Civil Rights Cold Case Records Collection Reauthorization Act
Summary
What This Bill Does
The Civil Rights Cold Case Records Collection Reauthorization Act strengthens the public-records process for unresolved civil-rights-era cases. It states that Federal, State, and local government records concerning civil rights cold cases should carry a presumption of immediate disclosure and eventually be disclosed so the public can understand the history surrounding those cases. It lets the Civil Rights Cold Case Records Review Board reimburse State or local governments for digitizing, photocopying, or mailing civil rights cold case records to the Archivist for inclusion in the Collection. It removes an exception that had treated State or local government records differently, limits withholding for information in records created on or before January 1, 1990, and extends the Review Board's tenure from seven years to eleven years.
Who Benefits and How
Families of civil-rights cold-case victims benefit from a stronger disclosure presumption and a longer-running review process. Civil rights historians and researchers benefit because more Federal, State, and local records can be digitized, transmitted to the Archivist, and added to the public Collection. State archives and local records offices benefit from full reimbursement for digitizing, photocopying, and mailing qualifying records. The National Archives benefits from clearer authority to receive more records into the Collection. Civil rights communities benefit from broader access to records about unresolved violence and government responses.
Who Bears the Burden and How
The Civil Rights Cold Case Records Review Board must process reimbursement requests, coordinate disclosure review, and operate for an extended eleven-year period. State archives and local records offices must identify, copy, digitize, mail, and transmit eligible records if they participate. The Archivist and National Archives staff must receive, manage, and preserve additional records. Agencies or offices seeking to withhold older information face a narrower legal pathway for records created on or before January 1, 1990.
Key Provisions
- Establishes a congressional sense that civil rights cold-case records should carry a presumption of immediate disclosure.
- Authorizes the Review Board to reimburse State or local governments for digitizing, photocopying, or mailing records to the Archivist.
- Removes special State or local government language from the disclosure provision.
- Limits withholding for information in civil rights cold-case records created on or before January 1, 1990.
- Extends the Civil Rights Cold Case Records Review Board tenure from 7 years to 11 years.
Evidence Chain:
This summary is generated from the full bill text using AI analysis.

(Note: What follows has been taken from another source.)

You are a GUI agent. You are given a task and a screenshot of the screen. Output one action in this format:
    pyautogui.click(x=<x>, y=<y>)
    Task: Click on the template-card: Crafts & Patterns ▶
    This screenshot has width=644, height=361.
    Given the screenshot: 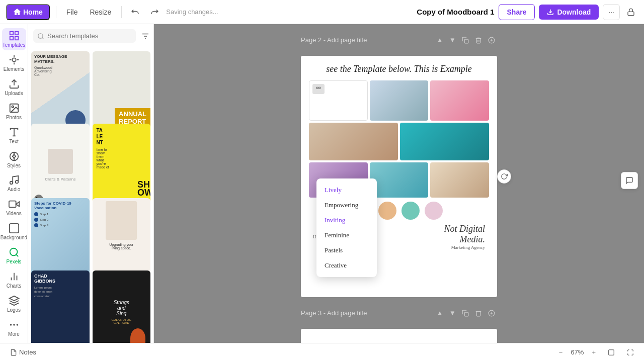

Expand "Detailed Analysis" below for identified beneficiaries/burden bearers with clause-level evidence links.
At a Glance
What This Bill Does
Clarifies and extends the Civil Rights Cold Case Records Review Board by reaffirming a presumption of disclosure for Federal, State, and local cold-case records, authorizing reimbursement of State and local transmission costs, narrowing withholding rules for older records, and extending the Board tenure from 7 years to 11 years.
Key Policy Areas
Civil Rights, Government Records, Oversight
Primary Purpose
Clarifies and extends the Civil Rights Cold Case Records Review Board by reaffirming a presumption of disclosure for Federal, State, and local cold-case records, authorizing reimbursement of State and local transmission costs, narrowing withholding rules for older records, and extending the Board tenure from 7 years to 11 years.
Policy Domains
House resolution provisions
Identified Gains
- Families of civil-rights cold-case victims
- Civil rights historians
- State archives
- Local records offices
- National Archives
Identified Costs
- Civil Rights Cold Case Records Review Board
- State archives
- Local records offices
- Archivist of the United States
- Record-holding agencies
Sponsors
Legislative Progress
ReportedOrdered to be Reported (Amended) by the Yeas and Nays: …
Committee Consideration and Mark-up Session Held
Mrs. Watson Coleman (for herself, Mr. Lawler, and Mr. Fitzpatrick) …
Referred to the House Committee on Oversight and Government Reform.
Introduced in House
Stakeholder Effects
cui bono?How this legislation distributes effects. Mention counts reflect frequency, not effect magnitude.
Civil Rights Cold Case Records Review Board, Local records offices, National Archives
Positive-direction: Local records offices, State archives
Negative-direction: Civil Rights Cold Case Records Review Board, National Archives
Bill Structure & Actor Mappings
Who is "The Secretary" in each section?
- "archivist"
- → Archivist of the United States
- "review_board"
- → Civil Rights Cold Case Records Review Board
We use a combination of our own taxonomy and classification in addition to large language models to assess meaning and potential beneficiaries. High confidence means strong textual evidence. Always verify with the original bill text.